In 2012, after nearly 40 years as an autonomous unit of the USG, Chancellor Hank Huckaby directed that Skidaway Institute be merged into the University of Georgia. That merger became official on July 1, 2013. The director of Skidaway Institute now reports to the university’s provost’s office. Currently the faculty are all part of the Department of Marine Sciences. The merger created a fresh set of challenges, from combining accounting systems to differences in culture and mission. The educational component of Skidaway Institute’s mission grew with the acquisition. Skidaway faculty have UGA graduate students working in their labs each year, and planning is underway to provide other unique learning experiences for graduate and undergraduate students.

In 2015, Sanders announced he would be stepping down as director in 2016. Long-time faculty member Clark Alexander was appointed interim director, and in 2017, that appointment was made permanent.

Since 1968, Skidaway Institute and its scientists have shown leadership outside of academic settings as well, providing valuable guidance to state and regional planners, resource managers and industrial stakeholders. Skidaway Institute scientists have served on national, regional, state and local advisory boards for organizations such as the EPA, National Science Foundation, NOAA-Sea Grant, NOAA-National Marine Sanctuaries, Governors South Atlantic Alliance, Georgia Coastal Management Program and the Chatham County Planning Commission.
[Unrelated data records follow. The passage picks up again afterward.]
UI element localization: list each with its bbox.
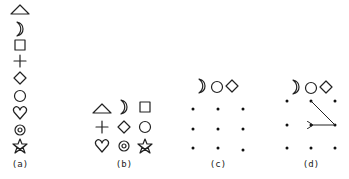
diamond-icon (14, 72, 26, 84)
circle-icon (140, 122, 151, 133)
bullseye-icon (15, 125, 25, 135)
bullseye-icon (119, 141, 129, 151)
circle-icon (306, 83, 317, 94)
plus-icon (14, 55, 26, 67)
crescent-moon-icon (293, 80, 299, 94)
panel-a-label: (a) (12, 159, 28, 169)
panel-d: (d) (286, 80, 337, 169)
crescent-moon-icon (121, 100, 127, 114)
square-icon (15, 40, 25, 50)
diamond-icon (226, 80, 238, 92)
panel-d-label: (d) (303, 159, 319, 169)
square-icon (140, 102, 150, 112)
diamond-icon (118, 121, 130, 133)
panel-b-label: (b) (116, 159, 132, 169)
panel-c-label: (c) (210, 159, 226, 169)
panel-c: (c) (192, 79, 245, 169)
figure: (a) (b) (c) (d) (0, 0, 349, 179)
path-arrow (311, 101, 335, 125)
circle-icon (212, 82, 223, 93)
crescent-moon-icon (199, 79, 205, 93)
diamond-icon (320, 81, 332, 93)
circle-icon (15, 91, 26, 102)
crescent-moon-icon (17, 22, 23, 36)
dot-grid (192, 108, 245, 152)
panel-b: (b) (93, 100, 152, 169)
panel-a: (a) (11, 5, 29, 169)
star-icon (13, 139, 27, 153)
triangle-icon (93, 104, 111, 113)
plus-icon (96, 121, 108, 133)
heart-icon (95, 140, 108, 152)
heart-icon (13, 107, 26, 119)
star-icon (138, 139, 152, 153)
triangle-icon (11, 5, 29, 14)
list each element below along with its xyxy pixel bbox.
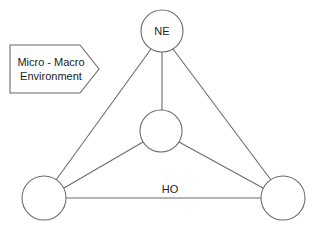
node-center-circle (140, 110, 182, 152)
node-bottom-right (261, 176, 305, 220)
node-bottom-left (22, 176, 66, 220)
edge-center-bottom-right (179, 142, 263, 188)
node-bottom-right-circle (261, 176, 305, 220)
node-bottom-left-circle (22, 176, 66, 220)
edge-top-bottom-right (173, 49, 271, 180)
node-center (140, 110, 182, 152)
node-top-label: NE (154, 25, 169, 37)
callout-line-2: Environment (20, 70, 82, 82)
callout-micro-macro-environment: Micro - Macro Environment (10, 45, 99, 93)
callout-line-1: Micro - Macro (17, 56, 84, 68)
node-top: NE (141, 10, 183, 52)
pentagon-arrow-shape (10, 45, 99, 93)
edge-center-bottom-left (64, 142, 143, 188)
edge-label-ho: HO (162, 183, 179, 195)
network-diagram: HO Micro - Macro Environment NE (0, 0, 316, 233)
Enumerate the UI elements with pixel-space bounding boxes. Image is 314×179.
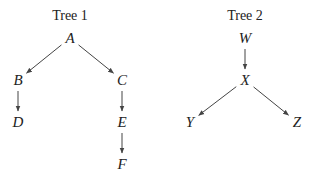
node-c: C [117, 72, 127, 89]
node-w: W [239, 30, 252, 47]
node-f: F [117, 156, 126, 173]
node-z: Z [293, 114, 301, 131]
node-y: Y [186, 114, 194, 131]
node-x: X [240, 72, 249, 89]
tree-title: Tree 2 [227, 8, 263, 24]
node-d: D [13, 114, 24, 131]
tree-diagram: Tree 1ABCDEFTree 2WXYZ [0, 0, 314, 179]
edges-layer [0, 0, 314, 179]
node-a: A [65, 30, 74, 47]
node-e: E [117, 114, 126, 131]
node-b: B [13, 72, 22, 89]
edge-arrow-a-c [79, 45, 114, 73]
edge-arrow-a-b [27, 45, 62, 73]
edge-arrow-x-z [254, 87, 289, 115]
edge-arrow-x-y [199, 87, 237, 116]
tree-title: Tree 1 [52, 8, 88, 24]
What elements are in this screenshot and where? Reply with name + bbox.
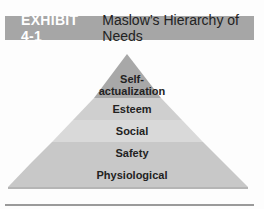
label-self-actualization-1: Self-	[0, 73, 264, 85]
label-self-actualization-2: actualization	[0, 85, 264, 97]
label-safety: Safety	[0, 147, 264, 159]
label-physiological: Physiological	[0, 169, 264, 181]
label-esteem: Esteem	[0, 103, 264, 115]
bottom-rule	[5, 204, 254, 206]
label-social: Social	[0, 125, 264, 137]
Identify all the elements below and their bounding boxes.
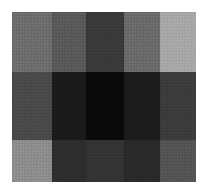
patch-r1-c4	[124, 12, 160, 72]
patch-r3-c5	[160, 140, 196, 182]
patch-r3-c4	[124, 140, 160, 182]
patch-r1-c2	[52, 12, 86, 72]
patch-r1-c5	[160, 12, 196, 72]
patch-r3-c2	[52, 140, 86, 182]
patch-r3-c1	[12, 140, 52, 182]
grayscale-patch-grid	[12, 12, 196, 182]
patch-r3-c3	[86, 140, 124, 182]
patch-r1-c1	[12, 12, 52, 72]
patch-r2-c4	[124, 72, 160, 140]
patch-r2-c5	[160, 72, 196, 140]
patch-r2-c1	[12, 72, 52, 140]
image-canvas	[0, 0, 209, 194]
patch-r2-c2	[52, 72, 86, 140]
patch-r1-c3	[86, 12, 124, 72]
patch-r2-c3	[86, 72, 124, 140]
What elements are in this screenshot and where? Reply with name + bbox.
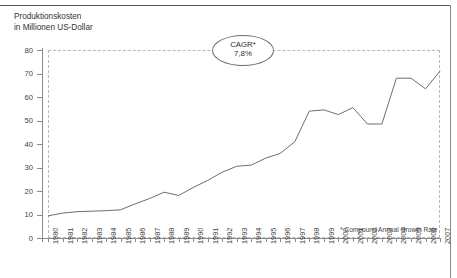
- production-cost-series: [48, 71, 440, 216]
- cagr-value: 7,8%: [213, 49, 273, 59]
- plot-area: 01020304050607080 1980198119821983198419…: [0, 0, 457, 278]
- chart-figure: Produktionskosten in Millionen US-Dollar…: [0, 0, 457, 278]
- cagr-callout: CAGR* 7,8%: [212, 35, 274, 66]
- footnote-text: * Compound Annual Growth Rate: [340, 226, 438, 233]
- cagr-label: CAGR*: [213, 40, 273, 49]
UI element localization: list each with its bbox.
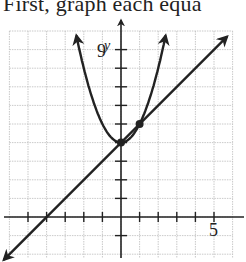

After 50 years, nearly all the faces have changed. The technology is vastly different. The challenges are different too. Yet the mission of Skidaway Institute remains the same, to create and communicate a deeper understanding of our world through leading-edge research in the marine and environmental sciences and by training tomorrow’s scientists.

Ohnemus joins UGA Skidaway Institute faculty

Chemical oceanographer Daniel Ohnemus has joined the faculty of UGA Skidaway Institute of Oceanography and the UGA Department of Marine Sciences as an assistant professor.

Ohnemus received his bachelor’s degree from Williams College and his Ph.D. in chemical oceanography from the Massachusetts Institute of Technology and Woods Hole Oceanographic Institution Joint Program. He joined UGA Skidaway Institute following a postdoctoral appointment at Bigelow Laboratory for Ocean Sciences in East Boothbay, Maine.

Ohnemus’ research focuses on marine particles—the mixture of living organisms and non-living chemicals that transport and transform material within the oceans.

“All living organisms need small ‘trace’ amounts of elements like iron and copper to live,” Ohnemus said. “Unlike on land where plants can get these elements from soil, algae in the oceans have to get them from much rarer things like dust, other cells or seawater itself. The limited availability of these elements is an important control on many marine ecosystems.”

The son of a lobsterman and an elementary school educator, Ohnemus grew up on Cape Cod and became fascinated with the ocean at a young age. In fourth grade, his class visited Woods Hole to take part in a satellite video call with marine scientists off the Galapagos Islands. Seeing underwater robots explore a coral reef got Ohnemus hooked on marine science.

At Williams College, he pursued a double major in biology and chemistry. After graduation, he returned to Woods Hole, first as a research technician and later as a graduate student. After earning his Ph.D., he completed a postdoctoral appointment at the Bigelow Laboratory for Ocean Sciences, continuing to concentrate on marine particles and trace elements.